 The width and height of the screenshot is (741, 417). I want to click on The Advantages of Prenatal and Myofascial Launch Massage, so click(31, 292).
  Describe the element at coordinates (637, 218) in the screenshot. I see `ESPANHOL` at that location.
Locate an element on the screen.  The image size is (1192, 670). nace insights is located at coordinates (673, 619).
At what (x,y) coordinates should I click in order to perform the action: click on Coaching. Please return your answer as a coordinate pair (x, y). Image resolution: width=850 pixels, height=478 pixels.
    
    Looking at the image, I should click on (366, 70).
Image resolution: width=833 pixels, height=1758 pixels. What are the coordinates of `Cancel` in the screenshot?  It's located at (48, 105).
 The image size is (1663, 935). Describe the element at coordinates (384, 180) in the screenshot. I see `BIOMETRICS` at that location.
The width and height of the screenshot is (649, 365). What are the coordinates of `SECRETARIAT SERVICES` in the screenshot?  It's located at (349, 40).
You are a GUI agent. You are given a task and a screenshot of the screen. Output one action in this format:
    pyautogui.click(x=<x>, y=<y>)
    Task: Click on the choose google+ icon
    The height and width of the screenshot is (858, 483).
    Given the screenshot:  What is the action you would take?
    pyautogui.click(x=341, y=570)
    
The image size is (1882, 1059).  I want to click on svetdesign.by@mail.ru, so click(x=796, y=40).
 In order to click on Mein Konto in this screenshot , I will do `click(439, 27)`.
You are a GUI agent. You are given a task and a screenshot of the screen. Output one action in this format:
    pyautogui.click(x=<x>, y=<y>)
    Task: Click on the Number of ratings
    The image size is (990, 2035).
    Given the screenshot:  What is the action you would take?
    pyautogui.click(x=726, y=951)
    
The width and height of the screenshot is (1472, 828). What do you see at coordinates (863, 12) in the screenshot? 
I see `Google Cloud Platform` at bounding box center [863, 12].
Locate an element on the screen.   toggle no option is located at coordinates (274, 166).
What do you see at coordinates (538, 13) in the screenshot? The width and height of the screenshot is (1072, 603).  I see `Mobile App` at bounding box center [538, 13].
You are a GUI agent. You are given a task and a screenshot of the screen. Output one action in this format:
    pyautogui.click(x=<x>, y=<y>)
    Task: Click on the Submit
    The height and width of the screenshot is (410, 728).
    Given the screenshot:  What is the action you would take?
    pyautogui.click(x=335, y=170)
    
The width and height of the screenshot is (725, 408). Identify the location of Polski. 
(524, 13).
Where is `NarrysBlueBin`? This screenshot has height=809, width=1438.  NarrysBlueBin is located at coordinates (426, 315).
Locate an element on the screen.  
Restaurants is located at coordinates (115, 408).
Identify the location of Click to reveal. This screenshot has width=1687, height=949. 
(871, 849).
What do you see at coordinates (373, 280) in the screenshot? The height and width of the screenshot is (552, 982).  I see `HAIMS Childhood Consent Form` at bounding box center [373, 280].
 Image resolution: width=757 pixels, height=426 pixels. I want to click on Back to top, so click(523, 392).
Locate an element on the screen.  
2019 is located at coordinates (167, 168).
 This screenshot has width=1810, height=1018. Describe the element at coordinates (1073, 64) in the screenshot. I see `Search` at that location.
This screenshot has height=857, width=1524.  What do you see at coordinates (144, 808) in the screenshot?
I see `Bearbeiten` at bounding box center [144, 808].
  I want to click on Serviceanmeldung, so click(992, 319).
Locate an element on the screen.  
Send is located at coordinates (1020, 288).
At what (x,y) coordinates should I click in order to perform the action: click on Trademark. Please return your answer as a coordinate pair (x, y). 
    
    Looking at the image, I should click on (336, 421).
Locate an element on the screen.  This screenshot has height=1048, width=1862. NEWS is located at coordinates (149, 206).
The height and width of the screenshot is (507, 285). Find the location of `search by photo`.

....

Assignment -
What are the lines, exactly as written above, from the line with "pixels, height=478 pixels." to the line with "Task: Click on the choose google+ icon", both included? Output only those.

Exercise response -
At what (x,y) coordinates should I click in order to perform the action: click on Coaching. Please return your answer as a coordinate pair (x, y). Image resolution: width=850 pixels, height=478 pixels.
    
    Looking at the image, I should click on (366, 70).
Image resolution: width=833 pixels, height=1758 pixels. What are the coordinates of `Cancel` in the screenshot?  It's located at (48, 105).
 The image size is (1663, 935). Describe the element at coordinates (384, 180) in the screenshot. I see `BIOMETRICS` at that location.
The width and height of the screenshot is (649, 365). What are the coordinates of `SECRETARIAT SERVICES` in the screenshot?  It's located at (349, 40).
You are a GUI agent. You are given a task and a screenshot of the screen. Output one action in this format:
    pyautogui.click(x=<x>, y=<y>)
    Task: Click on the choose google+ icon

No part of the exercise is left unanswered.